Well, ain't that a corker:
An unpublished (!) federal report appears to undermine the belief that commercially available ethanol-blended fuel produces cleaner emissions than regular gasoline. The federal Conservative government committed $2 billion in incentives for ethanol, made from wheat and corn, and biodiesel in last week's budget. But based on Ottawa's own research, critics say the investment is based more on myth than hard science.

Bill Rees, an ecology professor at the University of British Columbia and longtime opponent of ethanol, has read the report and thinks Canadians need to know its conclusions. "I must say, I'm a little surprised at that, because it seems to fly in the face of current policy initiatives," he said. "People are being conned into believing in a product and paying for it through their tax monies when there's no justifiable benefit and indeed many negative costs."
I wonder how W's Big Oil Cronies "got" to Ottawa this time.

01 April 2007

The Only Voice I've Ever Known

Herb Carneal 1923-2007
Herb was the voice of the Twins for 45 years. Audio clips available at the Pavek site. More here.

Just Another Day Behind the Iron Curtain

Most of us are holed up in our bunkers, fearing for ourselves and our families given the fact that the predatiorial bird of the legislature is circling our homes and villages.
I just got off the phone with Steve Gottwalt, who had some shocking news from the Capitol. Today, at a committee hearing, Cy Thao told Steve “When you guys win, you get to keep your money. When we win, we take your money.” This was Thao’s explanation as to how the DFL plans on paying for all the spending increases they promised their special interest friends.
Just another day in the annual siege/session that is the Minnesota Legislature.

There are some sane voices out there.
Gov. Tim Pawlenty proposes to spend about $34.5 billion - about $3 billion more than we'll spend during the current budget cycle. Legislative leaders, however, insist a 9.3 percent increase in spending is not enough to pay for priorities like education, property tax relief and health care.

Yet legislative leaders insist they can't fund the priorities they campaigned on without first raising taxes. Leaders in the House, for example, say they need to raise taxes to increase funding for schools. The Senate can't cut property taxes for homeowners without raising taxes on employers. That's upside down.
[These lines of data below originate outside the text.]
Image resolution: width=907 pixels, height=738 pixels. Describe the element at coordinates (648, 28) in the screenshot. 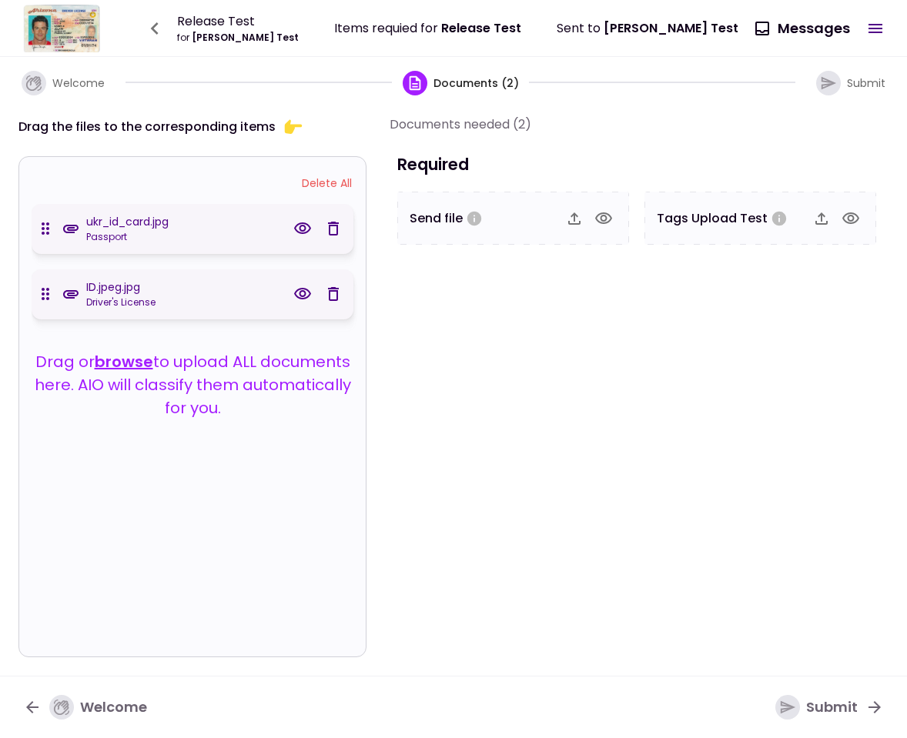

I see `div: Sent to` at that location.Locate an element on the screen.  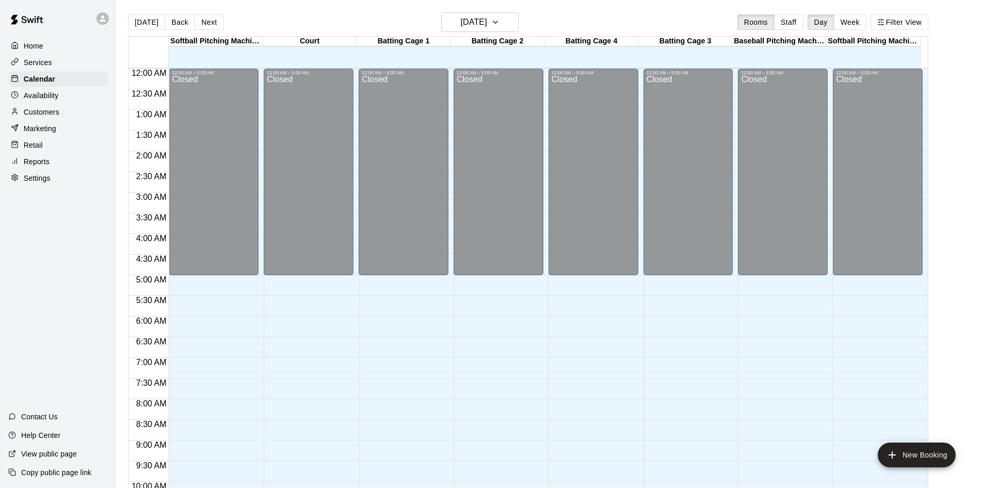
div: Customers is located at coordinates (58, 112).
Start with the priorities, and work down the list. Pay for those things that work - that deliver expected results - and stop paying for things that don't work. Don't measure success based on how much more the state spends. Instead, focus on getting the best value for our tax dollars. That's the way the rest of Minnesota lives on a budget.
We can only hope that this sound thinking catches on, even in an environment where more and more citizens (and the leaders they elect) worship at the altar of government, and see the state as the only provider of life's bounty.

Notice the French Detail on That Knife in the Back

Captain Ed:
The European Union declined last night to provide any substantial support to Britain in its standoff with Iran over the captured sailors and Marines. While the European foreign ministers called for Iran to release its captives, they refused to offer any sanctions on the Iranians.

Well, what a shock to see the French bail out on an ally for commercial gain! Once again, Europe shows that it has no sense and no courage. That fourteen-billion-pound trade with Iran will come in handy when the mullahs get the bomb. Perhaps they'll wait to invade Europe last. They have told Blair and the Brits that the Iranians are their problem, not Europe's.

George Bush stood up with the UK yesterday, after keeping a low profile on the crisis. Referring to the captives as "hostages", Bush emphatically supported Britain's assertion that Iran invaded Iraqi waters to carry out the capture.